Leah hung almost lifeless, her eyes half-mast. Yet she summoned the will to spit in Nina’s face. “I’ll never tell you. Never, ever!”
Mara’s rage spread through her limbs and tore at her self-control. She shoved Nina hard, dragging Leah from her grasp and wrapping her fingers around her neck. “Where are Mimi and Fletcher? Tell me, damn you!” she screamed, curling her fingers into Leah’s hair and drawing her head back until her body bowed.
“Let’s play a game, Mara,” Leah choked out with a grin. “I’ll give you a clue, you have to . . .” She swallowed, blood from her split lip seeping from the corner of her mouth. “Guess. You have to guess!” She began to laugh; whatever was broken in her was pulling away, leaving nothing but fragments of the Leah Mara thought she’d always known.
Mara’s teeth clenched, her nose flared again. Still no scent of the children. Suspicion began to claw at her gut. “Liar!” she hollered. “I don’t believe you have them, Leah. You don’t smell like them. Now who’s the liar?”
Leah laughed, sputtering a cackle. “I have them. Yes, yes, I do! Olly olly oxen free!”
“Tell me where the children are, Leah, or I’ll kill you myself!”
Leah struggled against Mara’s grip, her hands clawing at Mara’s. “You’ll never find them,” she said on a harsh gasp for air. “You’re not the only one who’s smart enough to create a serum. I made one, too. I took away their scent. You’ll never find them without me . . .” She was bragging, taunting, and it only made Mara want her dead—pummeled so far into the ground, no one would ever find her remains.
Mara’s other hand went to Leah’s neck, she squeezed until her eyes bulged and unconsciousness was almost upon her. Her hands shook from the force she was using, her head pounding, screaming the wild rage erupting in her.
“Stop!” Harry yelled, putting his hand on hers, pulling. “Stop, Mara,” he said quietly. “She’s the only one who knows where the kids and Jeff are. Stop now!” he bellowed in her ear.
Leah’s eyes popped open when Mara’s grip eased, focusing on Harry, becoming soft. “I loved you, Harry,” she said on a gasp, her chest pumping up and down. “But . . .” She hacked a cough, a tear, glistening in the moonlight, fell from the corner of her eye. “You never even knew I existed. We would have been good parents together. I would have taken good care of them.”
Harry gritted his teeth. Mara watched him gather himself, batten down the hatches on his fear and anger. He ran his hand over Leah’s hair, soothing her, gazing into her dull eyes. “You can still do that, Leah. Take me to them. Good mothers want to protect their children, right? Let’s protect them—together,” he forced the word out as though it tasted sour.
Mara’s eye caught something on the ground, a familiar piece of spiral notebook paper just like the one they’d found at Jeff’s. She scrambled to pick it up, kicking up dirt, ignoring the gash in her forehead she’d somehow acquired. A map. It was a hand-drawn map . . . One Leah had probably made in order to remember the spot where she’d left Mimi and Fletcher. She stared hard at the paper—a piece of it missing. It was torn, frayed, probably from Leah’s fingers worrying the edges.
But it looked familiar.
Her eyes widened. She knew where this was. She and her brothers had played there often as children. The kids were . . .
No. Jesus. No. Not there.
There was nothing there for miles and miles but a grouping of caves and frozen ground and rocks—so many rocks. Even with the strength of their paranormal skills combined, as cold as it was, and the amount of time the children and Jeff had been missing, they’d never find them in the masses of rock before they froze to death. If they hadn’t already. Oh, God, how long had they been there?
Mara’s heart screamed in her chest. Think, Mara, think! There had to be a specific reason Leah had chosen this area. Everything she’d done so far had been carefully planned—meticulous. All of it geared toward an obscure message she wanted to send. A game she wanted everyone to play, to recognize and validate, while she sat back and reveled in her superior intellect while no one had a clue she was the one pulling the strings of this marionette.
And then she knew. Without a shadow of a doubt, she knew.
“I know!” Mara screamed into the night, holding up the piece of paper. “I know where they are!”
“Where?” Harry rasped, his voice tight.
She couldn’t say it—she couldn’t say the words out loud. She’d rather die than say the words out loud. Turning her back to the group, she forced herself to speak the next words calmly. “Get Guido and Leah and follow me. Do it now!”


WORK TO BE COMPLETED
Give every line of the data again, unchanged, but with no pictures.

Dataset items
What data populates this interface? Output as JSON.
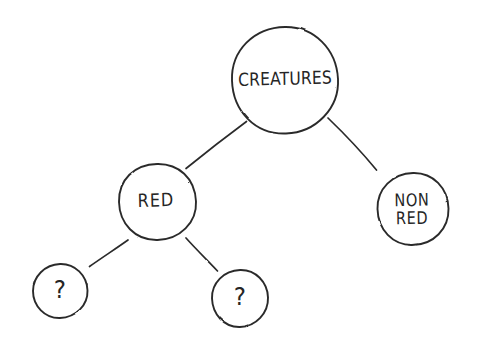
{
  "diagram": {
    "type": "hand-drawn-tree",
    "background_color": "#ffffff",
    "stroke_color": "#2b2b2b",
    "text_color": "#252525",
    "nodes": [
      {
        "id": "creatures",
        "label": "CREATURES",
        "shape": "circle",
        "cx": 285,
        "cy": 80,
        "r": 53,
        "level": 0
      },
      {
        "id": "red",
        "label": "RED",
        "shape": "circle",
        "cx": 157,
        "cy": 202,
        "r": 38,
        "level": 1
      },
      {
        "id": "non-red",
        "label": "NON\nRED",
        "shape": "circle",
        "cx": 413,
        "cy": 209,
        "r": 36,
        "level": 1
      },
      {
        "id": "unknown-left",
        "label": "?",
        "shape": "circle",
        "cx": 60,
        "cy": 291,
        "r": 27,
        "level": 2
      },
      {
        "id": "unknown-right",
        "label": "?",
        "shape": "circle",
        "cx": 240,
        "cy": 298,
        "r": 28,
        "level": 2
      }
    ],
    "edges": [
      {
        "id": "creatures-red",
        "from": "creatures",
        "to": "red",
        "x1": 246,
        "y1": 122,
        "x2": 186,
        "y2": 168
      },
      {
        "id": "creatures-non-red",
        "from": "creatures",
        "to": "non-red",
        "x1": 328,
        "y1": 118,
        "x2": 376,
        "y2": 170
      },
      {
        "id": "red-unknown-left",
        "from": "red",
        "to": "unknown-left",
        "x1": 128,
        "y1": 240,
        "x2": 90,
        "y2": 266
      },
      {
        "id": "red-unknown-right",
        "from": "red",
        "to": "unknown-right",
        "x1": 186,
        "y1": 238,
        "x2": 217,
        "y2": 271
      }
    ]
  }
}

ANSWER SECTION
What data populates this interface? Output as JSON.
{
  "diagram": {
    "type": "hand-drawn-tree",
    "background_color": "#ffffff",
    "stroke_color": "#2b2b2b",
    "text_color": "#252525",
    "nodes": [
      {
        "id": "creatures",
        "label": "CREATURES",
        "shape": "circle",
        "cx": 285,
        "cy": 80,
        "r": 53,
        "level": 0
      },
      {
        "id": "red",
        "label": "RED",
        "shape": "circle",
        "cx": 157,
        "cy": 202,
        "r": 38,
        "level": 1
      },
      {
        "id": "non-red",
        "label": "NON\nRED",
        "shape": "circle",
        "cx": 413,
        "cy": 209,
        "r": 36,
        "level": 1
      },
      {
        "id": "unknown-left",
        "label": "?",
        "shape": "circle",
        "cx": 60,
        "cy": 291,
        "r": 27,
        "level": 2
      },
      {
        "id": "unknown-right",
        "label": "?",
        "shape": "circle",
        "cx": 240,
        "cy": 298,
        "r": 28,
        "level": 2
      }
    ],
    "edges": [
      {
        "id": "creatures-red",
        "from": "creatures",
        "to": "red",
        "x1": 246,
        "y1": 122,
        "x2": 186,
        "y2": 168
      },
      {
        "id": "creatures-non-red",
        "from": "creatures",
        "to": "non-red",
        "x1": 328,
        "y1": 118,
        "x2": 376,
        "y2": 170
      },
      {
        "id": "red-unknown-left",
        "from": "red",
        "to": "unknown-left",
        "x1": 128,
        "y1": 240,
        "x2": 90,
        "y2": 266
      },
      {
        "id": "red-unknown-right",
        "from": "red",
        "to": "unknown-right",
        "x1": 186,
        "y1": 238,
        "x2": 217,
        "y2": 271
      }
    ]
  }
}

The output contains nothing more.